The northern and western parts of Michigan long remained untouched by the American pioneers, because of the cold climate and the presence of hostile Indian tribes. The German blood is nevertheless represented in the early history of Michigan, through the distinguished service of Friedrich Baraga, the Indian missionary. He was born in Carniola, Austria, in 1797. His mother was an aunt of the noted German poet Auersperg (whose pseudonym was Anastasius Grün). Of noble birth and with every advantage of social influence and education (he studied jurisprudence at the University of Vienna), Baraga entered the priesthood, contrary to the counsels of relatives. In 1830 he decided to enter the missionary service among the American Indians. Stopping long enough in Cincinnati to learn the language of the Ottawas from an Indian in a Catholic school of that city, he traveled by way of Detroit to the northern part of the Michigan peninsula, and established himself at Arbre Crochu. There he taught the Indians of the Lake Superior region (including the Ottawas, Pottawottomies, Chippewas, or Ojibwas) how to read, write, and count, and also the simple principles of Christianity. He would not use the books of the French in the Algonquin language, but prepared his own text-books and catechisms in the Chippewa language, with materials from the Old and New Testaments; he wrote a grammar of the Chippewa dialect, and compiled a reader in the Ottawa language. In 1853 Baraga was made bishop of the Northern Indian Missions, his residence being Sault Sainte-Marie, and later Marquette, on Lake Superior. He died at Marquette in 1868.1

If we look again at the census maps, we find that, with

1 A sketch of his life can be found in Der deutsche Pionier, vol. i, pp. 291295. ("Ein Vorkämpfer der Civilisation.")

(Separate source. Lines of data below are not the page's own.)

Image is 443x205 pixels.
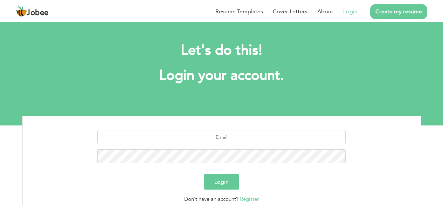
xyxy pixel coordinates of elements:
[343,7,358,16] a: Login
[97,130,346,144] input: Email
[33,41,411,60] h2: Let's do this!
[27,9,49,17] span: Jobee
[33,67,411,85] h1: Login your account.
[216,7,263,16] a: Resume Templates
[273,7,308,16] a: Cover Letters
[318,7,334,16] a: About
[16,6,49,17] a: Jobee
[370,4,428,19] a: Create my resume
[16,6,27,17] img: jobee.io
[204,174,239,190] button: Login
[184,196,239,203] span: Don't have an account?
[240,196,259,203] a: Register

the exception of the district around Detroit, Michigan was practically uninhabited when the census of 1830 was taken. In 1840 the region to the north of Detroit and the area extending westward to Lake Michigan were settled, though not densely. There are proofs that the Germans had come during the interval. In 1839 the Catholic priest and missionary Dr. Hammer wrote concerning the Germans as follows:1

Real German life as it is found in many American states, one can find in Michigan only in three places, for in all other places our people [meaning the Germans] are too scattered to form congregations that might support a German preacher: (1) In Detroit, there are two large German congregations, the stronger being Catholic and having built a cathedral, the other, also having a church of its own, being Protestant (the Reverend Mr. Schade). The members of the two congregations live in harmony with one another, and never allow their religious differences to interfere with their social intercourse. At marriages and baptisms they are never concerned about which preacher they should choose, but that they should have a good time in the German fashion. A large number of the Germans remain in the city only so long as to earn money enough to buy land outside and establish farms. (2) The second German colony, and the most prosperous, is that near Ann Arbor. The Germans there come largely from Würtemberg, and are under the Protestant preacher, the Reverend Mr. Schmid. Their grain and cattle are unsurpassed in Michigan. (3) The third German colony is that on the Grand River, in the neighborhood of Lyons, Ionia County, under the Reverend Mr. Kopp, from Westphalia. The colony is called Westphalia.

The German traveler, J. G. Kohl (in 1855), adds a few more facts about the Ann Arbor Germans.

The first were some few who came from the villages near Stuttgart about 1830. It was just the time when Michigan was 1 Eickhoff, pp. 376-377.